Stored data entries
----------------------------------------

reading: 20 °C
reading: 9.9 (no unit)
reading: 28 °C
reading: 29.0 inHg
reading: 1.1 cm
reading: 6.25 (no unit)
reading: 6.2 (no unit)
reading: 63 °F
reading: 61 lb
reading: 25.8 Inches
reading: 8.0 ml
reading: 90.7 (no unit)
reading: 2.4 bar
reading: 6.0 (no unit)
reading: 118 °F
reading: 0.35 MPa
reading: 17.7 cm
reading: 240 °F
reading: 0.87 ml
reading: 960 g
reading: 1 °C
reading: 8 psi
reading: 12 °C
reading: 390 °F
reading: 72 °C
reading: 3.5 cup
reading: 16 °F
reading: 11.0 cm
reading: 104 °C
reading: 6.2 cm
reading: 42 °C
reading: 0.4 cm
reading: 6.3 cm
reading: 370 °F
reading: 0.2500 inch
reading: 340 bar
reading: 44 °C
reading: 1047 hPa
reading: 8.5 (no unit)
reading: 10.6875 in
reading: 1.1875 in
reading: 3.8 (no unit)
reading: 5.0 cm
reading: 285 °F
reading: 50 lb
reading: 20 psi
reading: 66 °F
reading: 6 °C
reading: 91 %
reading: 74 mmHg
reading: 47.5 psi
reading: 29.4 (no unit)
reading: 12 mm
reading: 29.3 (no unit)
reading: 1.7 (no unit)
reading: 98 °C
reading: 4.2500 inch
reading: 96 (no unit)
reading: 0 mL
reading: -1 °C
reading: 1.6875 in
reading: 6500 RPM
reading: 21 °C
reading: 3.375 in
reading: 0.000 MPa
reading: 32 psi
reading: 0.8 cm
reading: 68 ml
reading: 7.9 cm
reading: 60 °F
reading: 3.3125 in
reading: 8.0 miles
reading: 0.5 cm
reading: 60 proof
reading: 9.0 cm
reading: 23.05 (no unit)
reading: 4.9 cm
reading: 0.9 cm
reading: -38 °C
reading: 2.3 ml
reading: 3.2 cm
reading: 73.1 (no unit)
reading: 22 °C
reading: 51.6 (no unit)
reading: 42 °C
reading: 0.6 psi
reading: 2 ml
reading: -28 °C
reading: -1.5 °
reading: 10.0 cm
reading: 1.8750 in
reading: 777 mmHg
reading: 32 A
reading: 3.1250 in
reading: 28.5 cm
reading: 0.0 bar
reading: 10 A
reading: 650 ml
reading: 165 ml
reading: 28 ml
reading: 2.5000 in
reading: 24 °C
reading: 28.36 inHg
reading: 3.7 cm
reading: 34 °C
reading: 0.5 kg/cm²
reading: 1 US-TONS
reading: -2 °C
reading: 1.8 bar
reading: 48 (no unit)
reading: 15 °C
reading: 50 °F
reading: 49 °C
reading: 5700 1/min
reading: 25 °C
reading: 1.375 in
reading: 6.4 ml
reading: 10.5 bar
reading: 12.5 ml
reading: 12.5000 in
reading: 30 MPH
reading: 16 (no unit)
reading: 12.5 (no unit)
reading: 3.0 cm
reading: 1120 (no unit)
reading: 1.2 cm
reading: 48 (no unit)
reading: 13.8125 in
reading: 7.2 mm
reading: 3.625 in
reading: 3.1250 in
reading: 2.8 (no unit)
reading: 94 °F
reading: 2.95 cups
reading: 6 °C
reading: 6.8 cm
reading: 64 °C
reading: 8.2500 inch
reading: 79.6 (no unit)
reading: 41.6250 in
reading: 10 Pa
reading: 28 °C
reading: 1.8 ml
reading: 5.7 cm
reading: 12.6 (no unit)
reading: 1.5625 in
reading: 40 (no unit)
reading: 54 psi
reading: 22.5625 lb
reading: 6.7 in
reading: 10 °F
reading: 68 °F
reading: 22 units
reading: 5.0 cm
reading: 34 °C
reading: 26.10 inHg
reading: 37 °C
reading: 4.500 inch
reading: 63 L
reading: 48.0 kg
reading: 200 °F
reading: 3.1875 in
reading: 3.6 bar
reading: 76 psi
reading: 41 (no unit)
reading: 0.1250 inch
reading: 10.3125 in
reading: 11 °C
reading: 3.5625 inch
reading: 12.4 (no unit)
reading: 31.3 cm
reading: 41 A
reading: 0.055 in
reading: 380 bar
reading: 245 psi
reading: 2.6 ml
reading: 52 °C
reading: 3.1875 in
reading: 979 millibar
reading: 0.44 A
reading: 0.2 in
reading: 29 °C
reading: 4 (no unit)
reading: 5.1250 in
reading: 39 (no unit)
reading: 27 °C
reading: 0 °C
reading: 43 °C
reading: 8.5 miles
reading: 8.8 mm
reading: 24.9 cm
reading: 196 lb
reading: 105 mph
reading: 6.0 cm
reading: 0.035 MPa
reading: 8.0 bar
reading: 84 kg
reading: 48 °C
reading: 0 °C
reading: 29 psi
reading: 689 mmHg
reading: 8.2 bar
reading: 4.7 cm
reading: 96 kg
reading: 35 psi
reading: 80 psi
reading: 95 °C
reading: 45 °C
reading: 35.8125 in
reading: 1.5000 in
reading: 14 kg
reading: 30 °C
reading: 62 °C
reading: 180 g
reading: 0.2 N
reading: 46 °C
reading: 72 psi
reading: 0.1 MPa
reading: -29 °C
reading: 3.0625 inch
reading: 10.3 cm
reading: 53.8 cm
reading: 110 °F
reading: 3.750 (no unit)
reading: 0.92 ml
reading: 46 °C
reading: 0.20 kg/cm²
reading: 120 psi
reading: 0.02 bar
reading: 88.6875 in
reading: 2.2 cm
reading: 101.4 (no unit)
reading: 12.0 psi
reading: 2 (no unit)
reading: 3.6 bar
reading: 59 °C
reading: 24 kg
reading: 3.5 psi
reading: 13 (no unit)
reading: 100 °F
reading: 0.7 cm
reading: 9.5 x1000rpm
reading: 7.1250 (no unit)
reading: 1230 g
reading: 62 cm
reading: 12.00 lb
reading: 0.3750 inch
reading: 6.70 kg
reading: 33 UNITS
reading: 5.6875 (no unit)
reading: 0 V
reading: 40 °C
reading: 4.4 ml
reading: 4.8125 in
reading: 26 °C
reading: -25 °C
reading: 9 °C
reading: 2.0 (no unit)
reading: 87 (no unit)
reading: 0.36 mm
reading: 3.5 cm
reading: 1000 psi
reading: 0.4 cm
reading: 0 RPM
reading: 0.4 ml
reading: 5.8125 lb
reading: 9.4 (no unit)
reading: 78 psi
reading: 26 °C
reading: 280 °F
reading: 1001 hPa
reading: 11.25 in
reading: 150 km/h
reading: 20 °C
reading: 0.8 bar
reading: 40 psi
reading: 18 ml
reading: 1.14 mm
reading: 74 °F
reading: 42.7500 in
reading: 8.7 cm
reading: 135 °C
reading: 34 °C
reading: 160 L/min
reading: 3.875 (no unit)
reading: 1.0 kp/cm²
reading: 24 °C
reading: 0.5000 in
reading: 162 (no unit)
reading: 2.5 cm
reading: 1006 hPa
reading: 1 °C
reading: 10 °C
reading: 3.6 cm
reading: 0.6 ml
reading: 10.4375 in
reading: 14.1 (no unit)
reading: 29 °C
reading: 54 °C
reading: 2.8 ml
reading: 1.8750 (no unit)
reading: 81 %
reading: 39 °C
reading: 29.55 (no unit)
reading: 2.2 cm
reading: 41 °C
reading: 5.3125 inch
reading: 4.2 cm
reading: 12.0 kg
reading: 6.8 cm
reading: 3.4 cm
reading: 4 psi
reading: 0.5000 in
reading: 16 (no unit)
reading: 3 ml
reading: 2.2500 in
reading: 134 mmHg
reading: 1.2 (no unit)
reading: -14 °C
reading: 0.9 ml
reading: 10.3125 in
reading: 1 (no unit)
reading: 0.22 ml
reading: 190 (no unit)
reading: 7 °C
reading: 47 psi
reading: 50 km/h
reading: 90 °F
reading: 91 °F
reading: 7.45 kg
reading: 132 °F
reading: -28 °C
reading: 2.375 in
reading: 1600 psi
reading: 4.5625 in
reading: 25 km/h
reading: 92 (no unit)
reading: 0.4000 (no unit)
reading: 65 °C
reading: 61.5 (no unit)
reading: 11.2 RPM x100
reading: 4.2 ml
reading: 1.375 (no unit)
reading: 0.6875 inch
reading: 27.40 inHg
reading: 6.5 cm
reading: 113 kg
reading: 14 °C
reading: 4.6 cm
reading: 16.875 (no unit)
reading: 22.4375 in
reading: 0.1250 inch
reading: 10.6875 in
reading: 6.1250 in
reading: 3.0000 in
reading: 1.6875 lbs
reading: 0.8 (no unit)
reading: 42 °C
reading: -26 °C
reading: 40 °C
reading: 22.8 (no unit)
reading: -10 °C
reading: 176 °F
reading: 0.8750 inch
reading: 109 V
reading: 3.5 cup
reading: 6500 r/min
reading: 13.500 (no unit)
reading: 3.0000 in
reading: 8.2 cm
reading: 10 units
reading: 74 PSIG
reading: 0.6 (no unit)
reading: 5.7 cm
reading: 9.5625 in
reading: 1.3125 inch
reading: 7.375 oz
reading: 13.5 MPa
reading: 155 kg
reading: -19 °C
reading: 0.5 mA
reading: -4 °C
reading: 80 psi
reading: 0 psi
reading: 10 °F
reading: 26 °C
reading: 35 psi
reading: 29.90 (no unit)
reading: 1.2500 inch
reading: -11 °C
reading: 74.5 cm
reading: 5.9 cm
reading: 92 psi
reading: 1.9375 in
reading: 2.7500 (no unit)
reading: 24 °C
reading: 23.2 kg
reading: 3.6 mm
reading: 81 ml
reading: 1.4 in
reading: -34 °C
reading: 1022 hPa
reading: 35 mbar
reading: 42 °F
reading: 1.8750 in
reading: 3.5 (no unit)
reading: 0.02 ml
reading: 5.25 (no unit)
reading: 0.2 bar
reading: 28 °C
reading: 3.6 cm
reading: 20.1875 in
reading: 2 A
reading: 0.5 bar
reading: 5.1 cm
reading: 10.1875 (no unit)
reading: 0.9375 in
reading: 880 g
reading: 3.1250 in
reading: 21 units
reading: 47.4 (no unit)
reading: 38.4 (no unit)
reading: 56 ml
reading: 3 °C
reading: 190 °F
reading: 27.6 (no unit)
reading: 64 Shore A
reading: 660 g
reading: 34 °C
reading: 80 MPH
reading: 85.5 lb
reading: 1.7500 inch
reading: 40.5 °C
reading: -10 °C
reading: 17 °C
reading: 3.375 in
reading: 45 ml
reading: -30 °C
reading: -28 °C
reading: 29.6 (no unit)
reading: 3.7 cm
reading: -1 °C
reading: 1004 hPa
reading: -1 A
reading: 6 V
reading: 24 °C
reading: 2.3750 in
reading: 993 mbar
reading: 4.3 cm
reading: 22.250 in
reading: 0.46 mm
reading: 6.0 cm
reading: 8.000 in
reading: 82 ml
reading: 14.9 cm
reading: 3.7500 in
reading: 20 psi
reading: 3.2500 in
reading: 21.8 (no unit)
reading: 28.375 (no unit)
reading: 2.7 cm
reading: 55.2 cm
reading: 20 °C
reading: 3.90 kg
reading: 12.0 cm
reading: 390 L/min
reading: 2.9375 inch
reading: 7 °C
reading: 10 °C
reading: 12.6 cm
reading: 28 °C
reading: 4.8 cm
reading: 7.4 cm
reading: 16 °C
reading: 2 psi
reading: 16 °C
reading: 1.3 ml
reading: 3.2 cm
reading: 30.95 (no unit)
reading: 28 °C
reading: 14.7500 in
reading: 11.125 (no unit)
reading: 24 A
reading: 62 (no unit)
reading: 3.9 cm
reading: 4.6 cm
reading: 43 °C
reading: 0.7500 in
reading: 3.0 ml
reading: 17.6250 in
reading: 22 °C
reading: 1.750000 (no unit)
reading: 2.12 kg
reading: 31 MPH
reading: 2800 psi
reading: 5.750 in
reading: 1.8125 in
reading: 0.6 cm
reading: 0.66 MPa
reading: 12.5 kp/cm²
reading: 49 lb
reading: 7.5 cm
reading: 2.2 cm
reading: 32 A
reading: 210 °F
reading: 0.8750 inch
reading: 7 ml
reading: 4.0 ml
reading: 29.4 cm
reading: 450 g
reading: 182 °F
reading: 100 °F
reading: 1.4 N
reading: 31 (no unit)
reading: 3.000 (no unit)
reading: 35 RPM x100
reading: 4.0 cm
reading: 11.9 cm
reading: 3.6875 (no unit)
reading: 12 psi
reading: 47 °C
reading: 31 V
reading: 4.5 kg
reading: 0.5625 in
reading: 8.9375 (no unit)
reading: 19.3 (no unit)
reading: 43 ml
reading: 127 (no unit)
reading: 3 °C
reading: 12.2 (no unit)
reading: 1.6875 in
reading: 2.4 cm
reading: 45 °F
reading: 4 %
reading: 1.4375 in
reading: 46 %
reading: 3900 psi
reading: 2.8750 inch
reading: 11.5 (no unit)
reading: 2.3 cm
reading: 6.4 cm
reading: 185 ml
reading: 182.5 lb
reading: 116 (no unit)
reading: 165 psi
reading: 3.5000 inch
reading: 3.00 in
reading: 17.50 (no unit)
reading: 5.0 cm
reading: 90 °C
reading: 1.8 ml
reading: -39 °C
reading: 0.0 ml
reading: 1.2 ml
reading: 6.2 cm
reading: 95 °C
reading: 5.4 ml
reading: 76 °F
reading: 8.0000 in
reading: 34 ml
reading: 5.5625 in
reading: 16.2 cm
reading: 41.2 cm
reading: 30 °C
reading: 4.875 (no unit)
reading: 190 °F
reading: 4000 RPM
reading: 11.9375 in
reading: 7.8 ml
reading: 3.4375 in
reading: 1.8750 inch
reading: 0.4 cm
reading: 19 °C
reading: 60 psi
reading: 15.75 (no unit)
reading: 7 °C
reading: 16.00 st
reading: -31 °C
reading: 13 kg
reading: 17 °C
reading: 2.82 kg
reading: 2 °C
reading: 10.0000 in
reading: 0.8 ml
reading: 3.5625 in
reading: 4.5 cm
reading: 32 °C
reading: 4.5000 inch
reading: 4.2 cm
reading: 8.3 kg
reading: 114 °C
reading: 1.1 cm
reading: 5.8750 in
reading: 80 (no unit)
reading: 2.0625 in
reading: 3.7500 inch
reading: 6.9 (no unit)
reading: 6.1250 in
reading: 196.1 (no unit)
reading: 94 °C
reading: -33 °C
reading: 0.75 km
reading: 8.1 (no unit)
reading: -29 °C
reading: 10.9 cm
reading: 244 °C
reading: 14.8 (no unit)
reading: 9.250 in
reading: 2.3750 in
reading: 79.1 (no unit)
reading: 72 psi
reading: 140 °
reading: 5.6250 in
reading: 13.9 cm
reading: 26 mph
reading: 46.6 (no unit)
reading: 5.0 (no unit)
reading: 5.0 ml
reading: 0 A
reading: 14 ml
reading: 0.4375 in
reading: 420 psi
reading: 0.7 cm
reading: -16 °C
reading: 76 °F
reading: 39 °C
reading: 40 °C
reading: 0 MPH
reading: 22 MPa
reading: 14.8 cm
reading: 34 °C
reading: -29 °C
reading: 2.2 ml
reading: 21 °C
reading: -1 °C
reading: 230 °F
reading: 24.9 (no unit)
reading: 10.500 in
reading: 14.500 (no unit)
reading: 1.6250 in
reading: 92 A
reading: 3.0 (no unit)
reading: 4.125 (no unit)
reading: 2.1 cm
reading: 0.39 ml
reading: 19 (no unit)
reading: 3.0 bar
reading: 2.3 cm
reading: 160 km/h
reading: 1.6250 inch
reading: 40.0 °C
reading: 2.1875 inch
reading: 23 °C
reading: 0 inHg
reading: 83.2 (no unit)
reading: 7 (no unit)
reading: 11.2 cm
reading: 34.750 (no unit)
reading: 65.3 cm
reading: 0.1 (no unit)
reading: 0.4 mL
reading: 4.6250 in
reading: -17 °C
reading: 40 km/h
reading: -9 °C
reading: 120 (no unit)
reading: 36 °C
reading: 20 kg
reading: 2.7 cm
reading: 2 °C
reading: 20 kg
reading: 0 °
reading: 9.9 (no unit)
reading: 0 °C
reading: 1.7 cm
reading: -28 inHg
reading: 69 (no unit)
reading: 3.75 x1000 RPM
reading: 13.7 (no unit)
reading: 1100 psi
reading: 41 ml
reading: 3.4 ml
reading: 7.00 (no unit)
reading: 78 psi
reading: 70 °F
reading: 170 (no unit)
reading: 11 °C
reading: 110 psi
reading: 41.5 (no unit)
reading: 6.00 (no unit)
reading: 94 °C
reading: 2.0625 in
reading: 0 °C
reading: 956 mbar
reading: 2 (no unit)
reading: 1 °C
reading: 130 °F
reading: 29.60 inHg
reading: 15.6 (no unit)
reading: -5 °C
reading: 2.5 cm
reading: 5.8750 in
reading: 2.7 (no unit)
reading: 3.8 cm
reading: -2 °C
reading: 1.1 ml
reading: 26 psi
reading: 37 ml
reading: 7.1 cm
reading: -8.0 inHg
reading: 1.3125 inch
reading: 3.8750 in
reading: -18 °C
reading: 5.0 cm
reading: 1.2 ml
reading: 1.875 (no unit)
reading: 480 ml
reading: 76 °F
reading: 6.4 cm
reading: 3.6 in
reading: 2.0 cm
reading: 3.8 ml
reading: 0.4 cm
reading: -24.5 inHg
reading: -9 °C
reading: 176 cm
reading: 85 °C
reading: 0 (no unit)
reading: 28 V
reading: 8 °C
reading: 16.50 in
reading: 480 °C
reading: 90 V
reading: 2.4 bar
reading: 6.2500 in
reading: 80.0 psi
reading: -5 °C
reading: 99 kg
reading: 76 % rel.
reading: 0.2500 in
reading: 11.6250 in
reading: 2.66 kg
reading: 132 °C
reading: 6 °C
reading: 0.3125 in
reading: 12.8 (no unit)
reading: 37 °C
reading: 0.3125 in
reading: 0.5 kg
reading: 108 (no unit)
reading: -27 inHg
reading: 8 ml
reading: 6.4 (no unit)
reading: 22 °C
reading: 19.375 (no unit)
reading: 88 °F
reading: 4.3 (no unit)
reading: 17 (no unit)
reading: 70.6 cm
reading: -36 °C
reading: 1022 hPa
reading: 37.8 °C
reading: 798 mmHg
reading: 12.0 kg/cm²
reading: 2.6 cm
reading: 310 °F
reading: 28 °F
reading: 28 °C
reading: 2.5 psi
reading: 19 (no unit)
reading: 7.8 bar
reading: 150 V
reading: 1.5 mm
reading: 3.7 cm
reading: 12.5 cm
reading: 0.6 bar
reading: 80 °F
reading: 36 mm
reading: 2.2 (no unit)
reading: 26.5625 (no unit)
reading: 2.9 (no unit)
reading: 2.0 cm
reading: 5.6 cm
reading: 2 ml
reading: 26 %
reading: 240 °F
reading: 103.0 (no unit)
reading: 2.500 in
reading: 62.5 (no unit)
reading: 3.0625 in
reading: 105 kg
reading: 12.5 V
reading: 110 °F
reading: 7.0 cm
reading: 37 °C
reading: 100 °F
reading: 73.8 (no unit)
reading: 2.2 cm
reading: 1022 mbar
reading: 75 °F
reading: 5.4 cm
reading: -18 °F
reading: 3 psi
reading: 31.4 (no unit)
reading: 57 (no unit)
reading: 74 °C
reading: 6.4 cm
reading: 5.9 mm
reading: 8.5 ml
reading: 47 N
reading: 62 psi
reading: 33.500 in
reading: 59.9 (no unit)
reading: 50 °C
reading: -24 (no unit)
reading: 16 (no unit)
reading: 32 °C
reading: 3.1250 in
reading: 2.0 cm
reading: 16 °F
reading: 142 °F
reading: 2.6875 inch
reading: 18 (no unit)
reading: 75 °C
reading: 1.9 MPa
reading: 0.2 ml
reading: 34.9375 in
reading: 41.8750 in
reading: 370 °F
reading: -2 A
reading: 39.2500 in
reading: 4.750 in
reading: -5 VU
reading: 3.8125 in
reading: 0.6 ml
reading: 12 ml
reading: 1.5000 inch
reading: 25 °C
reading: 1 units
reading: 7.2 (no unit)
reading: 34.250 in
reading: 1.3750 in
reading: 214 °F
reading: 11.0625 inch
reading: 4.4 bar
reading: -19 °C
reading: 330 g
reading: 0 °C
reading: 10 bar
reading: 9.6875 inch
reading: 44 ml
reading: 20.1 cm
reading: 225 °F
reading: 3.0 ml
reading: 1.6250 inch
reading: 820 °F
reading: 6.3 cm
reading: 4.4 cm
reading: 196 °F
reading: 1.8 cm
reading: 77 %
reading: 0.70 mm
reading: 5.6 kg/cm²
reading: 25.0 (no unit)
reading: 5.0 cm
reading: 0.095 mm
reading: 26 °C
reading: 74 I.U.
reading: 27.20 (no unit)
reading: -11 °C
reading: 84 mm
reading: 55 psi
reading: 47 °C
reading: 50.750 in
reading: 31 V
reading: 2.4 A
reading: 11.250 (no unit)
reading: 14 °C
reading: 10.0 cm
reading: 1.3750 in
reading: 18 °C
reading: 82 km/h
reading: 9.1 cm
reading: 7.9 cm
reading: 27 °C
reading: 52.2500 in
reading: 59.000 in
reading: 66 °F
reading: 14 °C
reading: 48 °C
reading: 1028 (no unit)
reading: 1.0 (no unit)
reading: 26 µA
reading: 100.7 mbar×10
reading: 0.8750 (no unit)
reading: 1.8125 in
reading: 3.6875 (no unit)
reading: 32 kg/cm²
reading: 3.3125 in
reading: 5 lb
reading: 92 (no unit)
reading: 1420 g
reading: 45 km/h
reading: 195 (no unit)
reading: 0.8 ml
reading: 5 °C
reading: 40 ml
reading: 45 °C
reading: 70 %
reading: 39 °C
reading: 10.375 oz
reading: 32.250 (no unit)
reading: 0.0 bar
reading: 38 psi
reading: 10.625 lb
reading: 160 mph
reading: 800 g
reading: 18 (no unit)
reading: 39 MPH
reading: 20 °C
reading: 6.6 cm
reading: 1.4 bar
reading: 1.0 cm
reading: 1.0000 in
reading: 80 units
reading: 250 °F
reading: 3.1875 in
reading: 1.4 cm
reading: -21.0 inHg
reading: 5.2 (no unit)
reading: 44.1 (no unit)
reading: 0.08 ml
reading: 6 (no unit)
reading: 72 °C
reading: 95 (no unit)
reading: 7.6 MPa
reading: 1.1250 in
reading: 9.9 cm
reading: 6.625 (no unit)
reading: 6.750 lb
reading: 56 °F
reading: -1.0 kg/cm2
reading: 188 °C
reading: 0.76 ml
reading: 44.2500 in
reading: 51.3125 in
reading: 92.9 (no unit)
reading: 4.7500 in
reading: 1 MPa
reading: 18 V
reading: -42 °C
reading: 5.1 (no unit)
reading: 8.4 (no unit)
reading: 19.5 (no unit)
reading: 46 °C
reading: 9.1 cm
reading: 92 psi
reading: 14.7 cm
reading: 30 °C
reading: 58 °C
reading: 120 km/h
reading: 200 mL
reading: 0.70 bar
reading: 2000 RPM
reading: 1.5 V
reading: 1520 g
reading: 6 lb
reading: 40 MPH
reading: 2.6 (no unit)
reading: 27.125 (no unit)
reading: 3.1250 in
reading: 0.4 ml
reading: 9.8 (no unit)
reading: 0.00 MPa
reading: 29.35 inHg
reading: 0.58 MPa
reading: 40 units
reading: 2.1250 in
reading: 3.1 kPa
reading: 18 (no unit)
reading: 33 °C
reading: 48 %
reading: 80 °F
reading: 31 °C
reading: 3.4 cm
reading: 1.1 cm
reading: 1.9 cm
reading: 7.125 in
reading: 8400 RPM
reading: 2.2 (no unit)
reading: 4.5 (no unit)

----------------------------------------

Your goal:
Give back, exactly as written, the stretch from the line with "reading: 37 ml" through the line with "reading: 76 % rel.", and no other lines from the records above.

Worked solution:
reading: 37 ml
reading: 7.1 cm
reading: -8.0 inHg
reading: 1.3125 inch
reading: 3.8750 in
reading: -18 °C
reading: 5.0 cm
reading: 1.2 ml
reading: 1.875 (no unit)
reading: 480 ml
reading: 76 °F
reading: 6.4 cm
reading: 3.6 in
reading: 2.0 cm
reading: 3.8 ml
reading: 0.4 cm
reading: -24.5 inHg
reading: -9 °C
reading: 176 cm
reading: 85 °C
reading: 0 (no unit)
reading: 28 V
reading: 8 °C
reading: 16.50 in
reading: 480 °C
reading: 90 V
reading: 2.4 bar
reading: 6.2500 in
reading: 80.0 psi
reading: -5 °C
reading: 99 kg
reading: 76 % rel.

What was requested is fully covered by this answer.